Hello, friends!
I realize that using this headline in October might make it sound like I’m doing some sort of zombie thing, but I’m not. Apologies if the only reason you clicked through was for spooky stuff.
Zombies are welcome, though. Or people who FEEL like zombies, maybe because your young children have been repeatedly walking into your bedroom at 4 AM and then standing there creepily in their footie PJs, refusing to speak. Just as a hypothetical example.
What I’ve Been Writing Working On
Since I turned in the first draft of my book at the end of August, I’ve been…let’s say waiting with Zen-like patience for my editor’s revision notes. Which are taking a little longer than I expected. I get it! We all have too much to do. My editor is lovely. But it’s been awkward trying to drum up work during this interval because I don’t know exactly how soon I’ll have to drop everything and dive back into the book.

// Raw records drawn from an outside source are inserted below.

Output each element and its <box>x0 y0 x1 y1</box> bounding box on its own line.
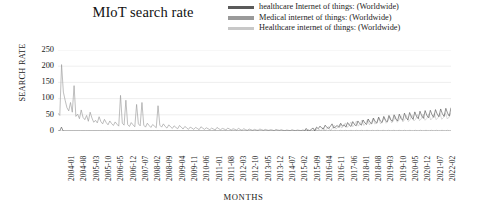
x-tick-label: 2012-03 <box>239 156 248 181</box>
x-tick-label: 2006-05 <box>116 156 125 181</box>
series-line <box>58 113 451 131</box>
x-tick-label: 2015-02 <box>300 156 309 181</box>
legend-item-0[interactable]: healthcare Internet of things: (Worldwid… <box>228 2 486 13</box>
y-tick-label: 100 <box>24 94 54 102</box>
x-tick-label: 2004-08 <box>79 156 88 181</box>
x-tick-label: 2016-11 <box>337 156 346 181</box>
x-tick-label: 2018-01 <box>362 156 371 181</box>
legend-item-2[interactable]: Healthcare internet of things: (Worldwid… <box>228 23 486 34</box>
x-tick-label: 2020-05 <box>411 156 420 181</box>
y-tick-label: 0 <box>24 127 54 135</box>
legend-label: Medical internet of things: (Worldwide) <box>259 13 392 24</box>
y-tick-label: 200 <box>24 62 54 70</box>
x-tick-label: 2013-12 <box>276 156 285 181</box>
chart-title: MIoT search rate <box>58 4 228 21</box>
series-line <box>58 108 451 131</box>
x-tick-label: 2007-07 <box>141 156 150 181</box>
legend-swatch-icon <box>228 6 254 9</box>
x-tick-label: 2016-04 <box>325 156 334 181</box>
y-axis-ticks: 050100150200250 <box>22 0 54 210</box>
legend-swatch-icon <box>228 16 254 19</box>
y-tick-label: 50 <box>24 111 54 119</box>
x-tick-label: 2013-05 <box>264 156 273 181</box>
x-tick-label: 2008-02 <box>153 156 162 181</box>
x-tick-label: 2012-10 <box>251 156 260 181</box>
x-tick-label: 2005-03 <box>92 156 101 181</box>
x-tick-label: 2011-01 <box>215 156 224 181</box>
x-tick-label: 2020-12 <box>423 156 432 181</box>
x-tick-label: 2022-02 <box>448 156 457 181</box>
plot-area <box>58 50 451 131</box>
x-tick-label: 2010-06 <box>202 156 211 181</box>
x-tick-label: 2009-04 <box>178 156 187 181</box>
x-tick-label: 2006-12 <box>129 156 138 181</box>
x-tick-label: 2017-06 <box>350 156 359 181</box>
y-tick-label: 150 <box>24 78 54 86</box>
chart-figure: MIoT search rate healthcare Internet of … <box>0 0 487 210</box>
x-tick-label: 2005-10 <box>104 156 113 181</box>
legend-swatch-icon <box>228 27 254 30</box>
x-tick-label: 2004-01 <box>67 156 76 181</box>
x-tick-label: 2015-09 <box>313 156 322 181</box>
x-tick-label: 2019-10 <box>399 156 408 181</box>
legend-label: healthcare Internet of things: (Worldwid… <box>259 2 399 13</box>
chart-legend: healthcare Internet of things: (Worldwid… <box>228 2 486 34</box>
x-tick-label: 2021-07 <box>436 156 445 181</box>
y-tick-label: 250 <box>24 46 54 54</box>
plot-svg <box>58 50 451 131</box>
x-tick-label: 2008-09 <box>165 156 174 181</box>
x-axis-ticks: 2004-012004-082005-032005-102006-052006-… <box>58 133 451 193</box>
legend-label: Healthcare internet of things: (Worldwid… <box>259 23 400 34</box>
x-tick-label: 2019-03 <box>386 156 395 181</box>
x-axis-label: MONTHS <box>0 192 487 202</box>
x-tick-label: 2018-08 <box>374 156 383 181</box>
x-tick-label: 2011-08 <box>227 156 236 181</box>
x-tick-label: 2009-11 <box>190 156 199 181</box>
x-tick-label: 2014-07 <box>288 156 297 181</box>
legend-item-1[interactable]: Medical internet of things: (Worldwide) <box>228 13 486 24</box>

I’ve written some pitches. I’ve written some emails about money that’s owed to me. I’ve submitted some things that got rejected or ignored, then resubmitted them elsewhere. This is my way of telling you I have zero links to share today.
But! I decided on October 1 that, to give my hands something to do besides tearing out my hair give my brain a creative reset, I’d paint one fall leaf every day this month. This has been working great because now I have a different thing to be frustrated by it’s nice to accomplish a concrete thing every day!

Dear Inkfish
(As a reminder, this is a question I invented as an excuse to write about some cool new research.)
Dear Inkfish,
I’m feeling absolutely buried! I’m behind at work, there are a million household tasks that need doing, my kids keep outgrowing their clothes and shoes, and I owe emails and texts to more people than I can count. How can I get ahead when I don’t know where to start?

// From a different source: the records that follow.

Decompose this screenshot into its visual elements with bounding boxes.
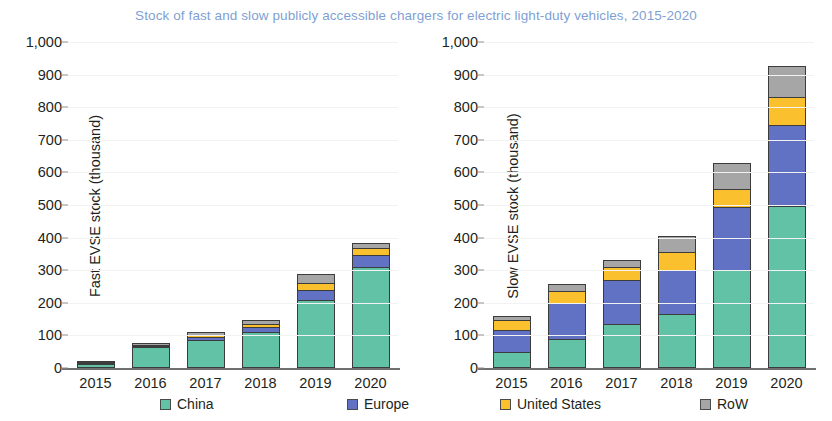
gridline <box>484 270 814 271</box>
x-axis-line-right <box>478 368 816 370</box>
y-tick-label: 600 <box>454 164 478 180</box>
y-tick-mark <box>62 74 68 75</box>
bar-segment-europe <box>352 255 390 267</box>
legend-item-row[interactable]: RoW <box>700 396 748 412</box>
gridline <box>484 205 814 206</box>
bar-2017 <box>187 332 225 368</box>
legend-label: Europe <box>364 396 409 412</box>
x-axis-label: 2019 <box>713 375 751 391</box>
legend-swatch-icon <box>700 399 711 410</box>
bar-2019 <box>713 163 751 368</box>
y-tick-mark <box>62 270 68 271</box>
legend-item-united-states[interactable]: United States <box>500 396 601 412</box>
bar-segment-row <box>297 274 335 282</box>
legend-swatch-icon <box>347 399 358 410</box>
gridline <box>68 238 398 239</box>
bar-segment-china <box>352 267 390 368</box>
y-tick-label: 900 <box>38 67 62 83</box>
bar-2020 <box>352 243 390 368</box>
y-tick-label: 300 <box>454 262 478 278</box>
y-tick-mark <box>62 368 68 369</box>
bar-2015 <box>77 361 115 369</box>
bar-segment-europe <box>493 330 531 353</box>
bar-2016 <box>548 284 586 368</box>
bar-segment-china <box>768 206 806 368</box>
y-axis-ticks-left: 01002003004005006007008009001,000 <box>0 42 62 368</box>
y-tick-mark <box>478 139 484 140</box>
chart-panel-fast-evse: Fast EVSE stock (thousand) 0100200300400… <box>0 30 416 382</box>
bar-segment-europe <box>548 303 586 339</box>
y-tick-mark <box>478 205 484 206</box>
bar-segment-china <box>603 324 641 368</box>
bar-segment-row <box>548 284 586 291</box>
gridline <box>68 303 398 304</box>
gridline <box>484 42 814 43</box>
bar-segment-china <box>548 339 586 368</box>
y-tick-label: 400 <box>38 230 62 246</box>
y-tick-label: 0 <box>470 360 478 376</box>
bar-segment-china <box>658 314 696 368</box>
y-tick-label: 700 <box>38 132 62 148</box>
gridline <box>484 140 814 141</box>
y-tick-mark <box>478 107 484 108</box>
y-tick-mark <box>478 368 484 369</box>
bar-segment-united-states <box>713 189 751 207</box>
bar-segment-united-states <box>297 283 335 290</box>
x-axis-label: 2017 <box>603 375 641 391</box>
x-axis-label: 2015 <box>493 375 531 391</box>
legend-swatch-icon <box>160 399 171 410</box>
y-tick-label: 700 <box>454 132 478 148</box>
bar-segment-china <box>242 332 280 368</box>
bar-segment-china <box>297 300 335 368</box>
y-tick-mark <box>478 302 484 303</box>
bar-segment-united-states <box>658 252 696 270</box>
gridline <box>68 270 398 271</box>
y-tick-label: 900 <box>454 67 478 83</box>
page-title: Stock of fast and slow publicly accessib… <box>0 8 832 23</box>
y-tick-label: 1,000 <box>26 34 62 50</box>
y-tick-mark <box>62 172 68 173</box>
y-tick-mark <box>62 302 68 303</box>
y-tick-label: 500 <box>454 197 478 213</box>
gridline <box>484 303 814 304</box>
y-tick-label: 500 <box>38 197 62 213</box>
y-tick-label: 800 <box>454 99 478 115</box>
x-axis-label: 2017 <box>187 375 225 391</box>
bar-segment-china <box>493 352 531 368</box>
gridline <box>484 335 814 336</box>
bar-segment-china <box>132 347 170 368</box>
legend-item-europe[interactable]: Europe <box>347 396 409 412</box>
bar-2017 <box>603 260 641 368</box>
gridline <box>68 335 398 336</box>
bar-2018 <box>242 320 280 368</box>
bar-segment-europe <box>768 125 806 206</box>
y-tick-label: 400 <box>454 230 478 246</box>
x-axis-label: 2020 <box>768 375 806 391</box>
bar-segment-united-states <box>548 291 586 303</box>
bar-segment-united-states <box>603 267 641 280</box>
x-axis-label: 2018 <box>242 375 280 391</box>
bar-segment-row <box>768 66 806 97</box>
legend-item-china[interactable]: China <box>160 396 214 412</box>
y-tick-mark <box>478 335 484 336</box>
y-tick-mark <box>62 107 68 108</box>
gridline <box>68 107 398 108</box>
bar-2020 <box>768 66 806 368</box>
bar-segment-united-states <box>493 320 531 329</box>
y-axis-ticks-right: 01002003004005006007008009001,000 <box>416 42 478 368</box>
bar-2016 <box>132 343 170 368</box>
bar-segment-china <box>187 340 225 368</box>
gridline <box>484 75 814 76</box>
x-axis-labels-right: 201520162017201820192020 <box>484 375 814 391</box>
y-tick-label: 600 <box>38 164 62 180</box>
y-tick-mark <box>478 172 484 173</box>
y-tick-mark <box>62 335 68 336</box>
y-tick-mark <box>62 139 68 140</box>
y-tick-mark <box>478 74 484 75</box>
bar-2019 <box>297 274 335 368</box>
y-tick-label: 800 <box>38 99 62 115</box>
legend-label: RoW <box>717 396 748 412</box>
chart-panel-slow-evse: Slow EVSE stock (thousand) 0100200300400… <box>416 30 832 382</box>
gridline <box>68 172 398 173</box>
y-tick-label: 300 <box>38 262 62 278</box>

— Can’t Thrive UndeR Task List
Are you my book editor? Just kidding.
C. TURTL (if I may), I know the feeling you’re describing. With so many obligations piled on top of you, it feels like you’ll never see daylight. Maybe it would help to consider the plight of a newborn sea turtle.

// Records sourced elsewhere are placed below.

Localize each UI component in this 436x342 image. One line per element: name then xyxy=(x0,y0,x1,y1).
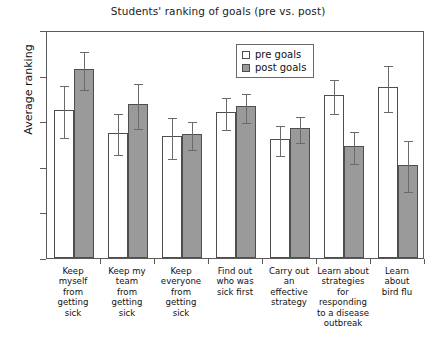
y-tick-mark xyxy=(40,259,46,260)
x-category-label-line: an xyxy=(262,276,316,286)
x-category-label-line: myself xyxy=(46,276,100,286)
error-bar xyxy=(64,86,65,138)
error-bar-cap xyxy=(114,114,123,115)
error-bar xyxy=(246,94,247,123)
x-category-label-line: who was xyxy=(208,276,262,286)
error-bar-cap xyxy=(276,156,285,157)
legend-label-post: post goals xyxy=(255,62,306,73)
x-category-label-line: Keep xyxy=(46,266,100,276)
x-category-label: Learnaboutbird flu xyxy=(370,266,424,297)
x-category-label-line: team xyxy=(100,276,154,286)
error-bar-cap xyxy=(350,164,359,165)
x-category-label-line: strategy xyxy=(262,297,316,307)
x-tick-mark xyxy=(316,259,317,264)
error-bar xyxy=(408,141,409,191)
x-category-label-line: sick xyxy=(154,308,208,318)
x-category-label: Keepmyselffromgettingsick xyxy=(46,266,100,318)
error-bar-cap xyxy=(60,86,69,87)
error-bar-cap xyxy=(168,159,177,160)
x-category-label-line: everyone xyxy=(154,276,208,286)
error-bar-cap xyxy=(222,130,231,131)
x-category-label-line: sick first xyxy=(208,287,262,297)
x-category-label-line: Learn xyxy=(370,266,424,276)
x-category-label-line: Learn about xyxy=(316,266,370,276)
bar-pre xyxy=(324,95,344,258)
error-bar-cap xyxy=(296,117,305,118)
x-category-label-line: effective xyxy=(262,287,316,297)
error-bar-cap xyxy=(330,114,339,115)
error-bar-cap xyxy=(384,112,393,113)
legend-swatch-post-icon xyxy=(242,64,250,72)
x-category-label-line: Find out xyxy=(208,266,262,276)
bar-post xyxy=(236,106,256,258)
x-category-label: Learn aboutstrategiesforrespondingto a d… xyxy=(316,266,370,328)
error-bar xyxy=(354,132,355,164)
error-bar-cap xyxy=(242,94,251,95)
y-axis-label: Average ranking xyxy=(22,15,35,165)
x-category-label: Find outwho wassick first xyxy=(208,266,262,297)
error-bar-cap xyxy=(404,192,413,193)
bar-pre xyxy=(216,112,236,258)
x-category-label-line: sick xyxy=(100,308,154,318)
x-category-label: Keepeveryonefromgettingsick xyxy=(154,266,208,318)
error-bar-cap xyxy=(60,138,69,139)
bar-post xyxy=(182,134,202,258)
x-category-label-line: getting xyxy=(46,297,100,307)
x-tick-mark xyxy=(154,259,155,264)
x-category-label-line: from xyxy=(46,287,100,297)
x-category-label-line: from xyxy=(154,287,208,297)
x-category-label: Carry outaneffectivestrategy xyxy=(262,266,316,308)
x-category-label-line: Keep my xyxy=(100,266,154,276)
error-bar-cap xyxy=(80,90,89,91)
error-bar xyxy=(226,98,227,130)
chart-container: Students' ranking of goals (pre vs. post… xyxy=(0,0,436,342)
error-bar-cap xyxy=(114,155,123,156)
x-category-label-line: getting xyxy=(100,297,154,307)
error-bar-cap xyxy=(404,141,413,142)
error-bar xyxy=(334,80,335,114)
chart-legend: pre goals post goals xyxy=(236,44,314,78)
error-bar-cap xyxy=(168,118,177,119)
error-bar xyxy=(118,114,119,155)
error-bar-cap xyxy=(222,98,231,99)
error-bar-cap xyxy=(384,66,393,67)
bar-post xyxy=(290,128,310,258)
x-category-label: Keep myteamfromgettingsick xyxy=(100,266,154,318)
x-category-label-line: about xyxy=(370,276,424,286)
error-bar-cap xyxy=(134,129,143,130)
error-bar-cap xyxy=(296,143,305,144)
error-bar-cap xyxy=(80,52,89,53)
x-tick-mark xyxy=(262,259,263,264)
error-bar-cap xyxy=(188,150,197,151)
legend-item-post-goals: post goals xyxy=(242,61,306,74)
error-bar-cap xyxy=(242,123,251,124)
x-category-label-line: getting xyxy=(154,297,208,307)
x-tick-mark xyxy=(208,259,209,264)
x-category-label-line: from xyxy=(100,287,154,297)
error-bar xyxy=(388,66,389,112)
x-category-label-line: Carry out xyxy=(262,266,316,276)
error-bar xyxy=(172,118,173,159)
error-bar-cap xyxy=(134,84,143,85)
x-category-label-line: sick xyxy=(46,308,100,318)
x-category-label-line: Keep xyxy=(154,266,208,276)
error-bar-cap xyxy=(276,126,285,127)
x-category-label-line: responding xyxy=(316,297,370,307)
x-tick-mark xyxy=(370,259,371,264)
error-bar xyxy=(300,117,301,143)
x-tick-mark xyxy=(424,259,425,264)
error-bar-cap xyxy=(350,132,359,133)
error-bar-cap xyxy=(330,80,339,81)
error-bar xyxy=(84,52,85,90)
legend-label-pre: pre goals xyxy=(255,49,301,60)
error-bar-cap xyxy=(188,122,197,123)
x-category-label-line: bird flu xyxy=(370,287,424,297)
x-tick-mark xyxy=(100,259,101,264)
plot-area xyxy=(46,31,424,259)
x-category-label-line: for xyxy=(316,287,370,297)
x-category-label-line: strategies xyxy=(316,276,370,286)
legend-swatch-pre-icon xyxy=(242,51,250,59)
bar-post xyxy=(74,69,94,258)
error-bar xyxy=(192,122,193,149)
error-bar xyxy=(280,126,281,156)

A sea turtle mother lays several dozen squishy, spherical eggs in a deep hole that she’s dug on a beach. She uses her back flippers to bury the nest. Then she scoots back to the safety of the ocean, leaving her offspring to sort things out on their own.
When the babies hatch, they find themselves in the nearly airless dark, in a wriggling mass of other damp and naive reptiles who will have to get themselves unburied to survive.
What happens next has been sort of a mystery to scientists. They know it can take up to a week for the hatchlings to dig themselves out, but it’s hard to observe exactly how the tiny turtles accomplish it. Knowing more might help us protect at-risk turtles. (In U.S. waters, it’s easy to remember which sea turtle species are endangered: all of them! Sorry guys!)
Scientists in Australia addressed this question by monitoring 10 green sea turtle nests. When a probe buried in each nest told them that hatching had begun, the researchers very carefully scooped away the sand until they uncovered the topmost hatchling (who presumably thought, “Hallelujah! Daylight!”). The researchers glued a tiny accelerometer to the baby’s shell. Then they put the baby back and reburied the nest (“What the hell?”).
Days later, when the hatchlings finally made it out of the sand, the researchers collected the accelerometers before sending the turtles on their way. The data showed that hatchlings didn’t crawl out of their nests. Instead, they swam. They pitched their bodies up and down, like a dolphin, to escape the sand.
Maybe the hatchlings’ most important trick, though, was getting themselves right side up. From the moment they hatched, they spent most of their time with their heads pointing toward the sky.
How did they know where the sky was? The hatchlings were under about two feet of sand. In the final 24 hours before emergence, they did most of their digging at night. Yet even underground—swimming from one kind of dark toward another—they knew which way was up. The turtles likely found their way by sensing the earth’s gravity.
I’m not sure whether a buried human could accomplish the same feat. And, frankly, I don’t want to spend a lot of time Googling that question and fill my computer with serial killer web cookies. But, as an overwhelmed person, maybe you can use the tools you do have (calendars, spreadsheets, a prefrontal cortex) to orient yourself and choose your priorities before you start digging to daylight. Watch out for seagulls!